Rivera-Colon: Board's failure to define "symptoms" frustrates judicial review

Rivera-Colon v. McDonough, 35 Vet.App. 221 (2022)

HELD: BECAUSE VA HASN’T DEFINED THE USUAL “SYMPTOMS” OF GASTRITIS, THE COURT CAN’T REVIEW THE BOARD’S DENIAL OF A HIGHER RATING.

Summary: Veteran sought a rating higher than 10% for gastritis.

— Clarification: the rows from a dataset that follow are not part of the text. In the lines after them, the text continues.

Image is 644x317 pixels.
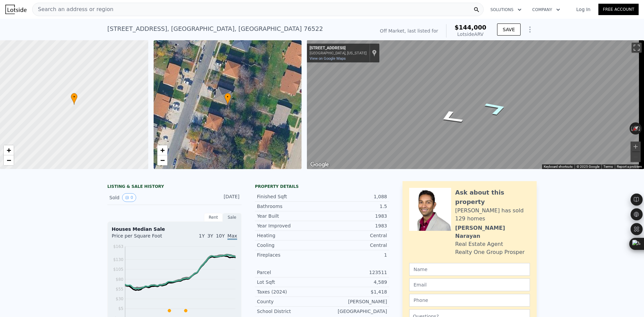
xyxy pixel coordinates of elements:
[257,203,322,209] div: Bathrooms
[113,267,123,272] tspan: $105
[454,31,486,38] div: Lotside ARV
[257,308,322,314] div: School District
[4,155,14,165] a: Zoom out
[455,206,530,223] div: [PERSON_NAME] has sold 129 homes
[6,5,26,14] img: Lotside
[116,277,123,282] tspan: $80
[108,184,241,191] div: LISTING & SALE HISTORY
[199,233,205,238] span: 1Y
[428,107,474,128] path: Go North, N 7th St
[497,23,521,36] button: SAVE
[122,193,136,202] button: View historical data
[631,142,640,152] button: Zoom in
[160,156,164,164] span: −
[223,213,241,222] div: Sale
[629,123,641,134] button: Reset the view
[310,46,367,51] div: [STREET_ADDRESS]
[108,24,323,33] div: [STREET_ADDRESS] , [GEOGRAPHIC_DATA] , [GEOGRAPHIC_DATA] 76522
[225,93,231,104] div: •
[455,188,530,206] div: Ask about this property
[113,244,123,249] tspan: $163
[322,252,387,258] div: 1
[409,294,530,307] input: Phone
[322,289,387,295] div: $1,418
[322,279,387,286] div: 4,589
[309,160,331,169] a: Open this area in Google Maps (opens a new window)
[209,193,239,202] div: [DATE]
[598,4,639,15] a: Free Account
[455,240,503,249] div: Real Estate Agent
[157,155,167,165] a: Zoom out
[544,164,573,169] button: Keyboard shortcuts
[309,160,331,169] img: Google
[32,6,114,13] span: Search an address or region
[485,4,527,16] button: Solutions
[112,226,237,232] div: Houses Median Sale
[110,193,169,202] div: Sold
[113,257,123,262] tspan: $130
[257,279,322,286] div: Lot Sqft
[7,146,11,154] span: +
[322,193,387,200] div: 1,088
[322,298,387,305] div: [PERSON_NAME]
[409,278,530,291] input: Email
[307,40,644,169] div: Street View
[523,23,536,36] button: Show Options
[116,297,123,301] tspan: $30
[257,269,322,276] div: Parcel
[617,165,642,168] a: Report a problem
[409,263,530,276] input: Name
[322,213,387,220] div: 1983
[157,145,167,155] a: Zoom in
[4,145,14,155] a: Zoom in
[216,233,225,238] span: 10Y
[475,98,518,119] path: Go South, N 7th St
[257,213,322,220] div: Year Built
[7,156,11,164] span: −
[204,213,223,222] div: Rent
[322,203,387,209] div: 1.5
[225,94,231,100] span: •
[632,43,641,53] button: Toggle fullscreen view
[372,49,377,57] a: Show location on map
[455,249,525,256] div: Realty One Group Prosper
[322,232,387,239] div: Central
[160,146,164,154] span: +
[380,27,439,34] div: Off Market, last listed for
[257,252,322,258] div: Fireplaces
[455,224,530,240] div: [PERSON_NAME] Narayan
[257,289,322,295] div: Taxes (2024)
[454,24,486,31] span: $144,000
[310,56,346,61] a: View on Google Maps
[322,242,387,249] div: Central
[630,122,633,134] button: Rotate counterclockwise
[112,232,174,243] div: Price per Square Foot
[631,152,640,162] button: Zoom out
[257,298,322,305] div: County
[307,40,644,169] div: Map
[207,233,213,238] span: 3Y
[257,193,322,200] div: Finished Sqft
[638,122,642,134] button: Rotate clockwise
[568,6,598,13] a: Log In
[257,223,322,229] div: Year Improved
[310,51,367,55] div: [GEOGRAPHIC_DATA], [US_STATE]
[603,165,613,168] a: Terms (opens in new tab)
[255,184,389,189] div: Property details
[116,287,123,292] tspan: $55
[577,165,599,168] span: © 2025 Google
[119,306,123,311] tspan: $5
[527,4,565,16] button: Company
[322,308,387,314] div: [GEOGRAPHIC_DATA]
[228,233,237,240] span: Max
[322,223,387,229] div: 1983
[71,94,78,100] span: •
[322,269,387,276] div: 123511
[257,232,322,239] div: Heating
[257,242,322,249] div: Cooling
[71,93,78,104] div: •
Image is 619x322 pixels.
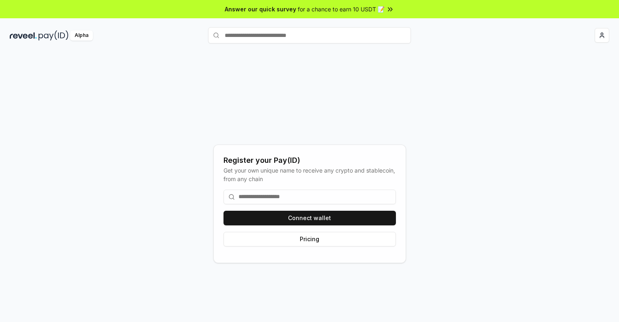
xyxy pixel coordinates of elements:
span: for a chance to earn 10 USDT 📝 [298,5,384,13]
span: Answer our quick survey [225,5,296,13]
button: Connect wallet [223,210,396,225]
div: Get your own unique name to receive any crypto and stablecoin, from any chain [223,166,396,183]
img: pay_id [39,30,69,41]
div: Register your Pay(ID) [223,155,396,166]
div: Alpha [70,30,93,41]
button: Pricing [223,232,396,246]
img: reveel_dark [10,30,37,41]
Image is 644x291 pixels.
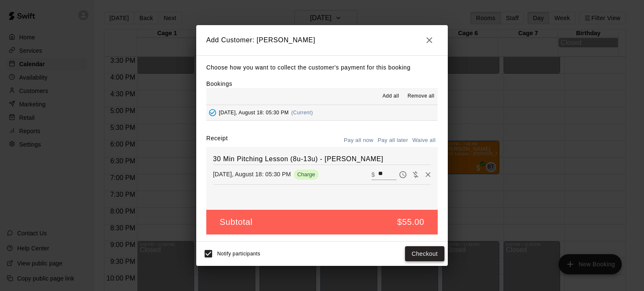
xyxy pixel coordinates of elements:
button: Remove [422,168,434,181]
h2: Add Customer: [PERSON_NAME] [197,25,448,55]
p: $ [371,171,375,179]
button: Pay all later [376,134,411,147]
span: [DATE], August 18: 05:30 PM [219,110,289,115]
p: Choose how you want to collect the customer's payment for this booking [207,62,438,73]
span: Pay later [397,171,409,178]
button: Add all [378,90,404,103]
button: Added - Collect Payment [207,107,219,119]
h6: 30 Min Pitching Lesson (8u-13u) - [PERSON_NAME] [213,154,431,165]
button: Waive all [410,134,438,147]
span: Add all [383,92,399,100]
label: Bookings [207,80,232,87]
span: Remove all [407,92,434,100]
button: Checkout [405,246,444,262]
button: Added - Collect Payment[DATE], August 18: 05:30 PM(Current) [207,105,438,121]
h5: $55.00 [397,216,424,228]
p: [DATE], August 18: 05:30 PM [213,170,291,178]
span: Notify participants [217,251,260,257]
button: Pay all now [342,134,376,147]
h5: Subtotal [220,216,253,228]
span: Waive payment [409,171,422,178]
button: Remove all [404,90,438,103]
label: Receipt [207,134,228,147]
span: Charge [294,171,319,178]
span: (Current) [291,110,313,115]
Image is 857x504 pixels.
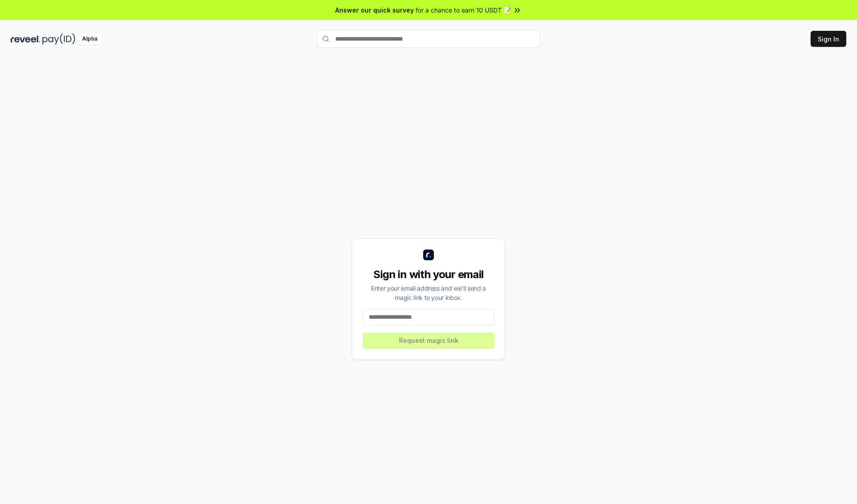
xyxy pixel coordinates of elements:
span: for a chance to earn 10 USDT 📝 [416,5,511,15]
div: Alpha [77,33,102,45]
div: Sign in with your email [363,267,494,282]
img: reveel_dark [11,33,41,45]
button: Sign In [811,31,846,47]
img: pay_id [43,33,75,45]
span: Answer our quick survey [335,5,414,15]
div: Enter your email address and we’ll send a magic link to your inbox. [363,283,494,303]
img: logo_small [424,249,434,261]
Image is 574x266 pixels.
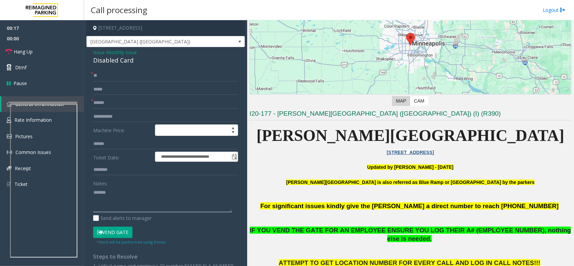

The regulation provides 10% for “with small nodule lesions, and symptoms”; 30% for “multiple small eroded or ulcerated areas, and symptoms”; and 60% for “severe hemorrhages, or large ulcerated or eroded areas.” 38 C.F.R. § 4.114, DC 7307. VA exams showed complaints of multiple symptoms, such as pain, nausea, vomiting (at least 4x/year, lasting 9 days per episode); vomiting blood 3x/year; 22-pound weight loss; incapacitating episodes; had to stop working because of nausea and vomiting. Board denied a rating higher than 10% under several DCs, but didn’t address extraschedular. Instead, the denial was based on the absence of evidence of “multiple small eroded or ulcerated areas.”

The Court determined that, “Judicial review is frustrated because a critical term is undefined” - and reminded VA that it must define the terms in its regulations, citing Ortiz-Valles v. McDonald, Ray v. Wilkie, Johnson v. Shulkin, Cantrell v. Shulkin. “Symptoms” in the DC is not so broad as to encompass all possible symptoms – so an extraschedular rating is possible. The Board didn’t “explain how it determined what the usual symptoms of gastritis are.”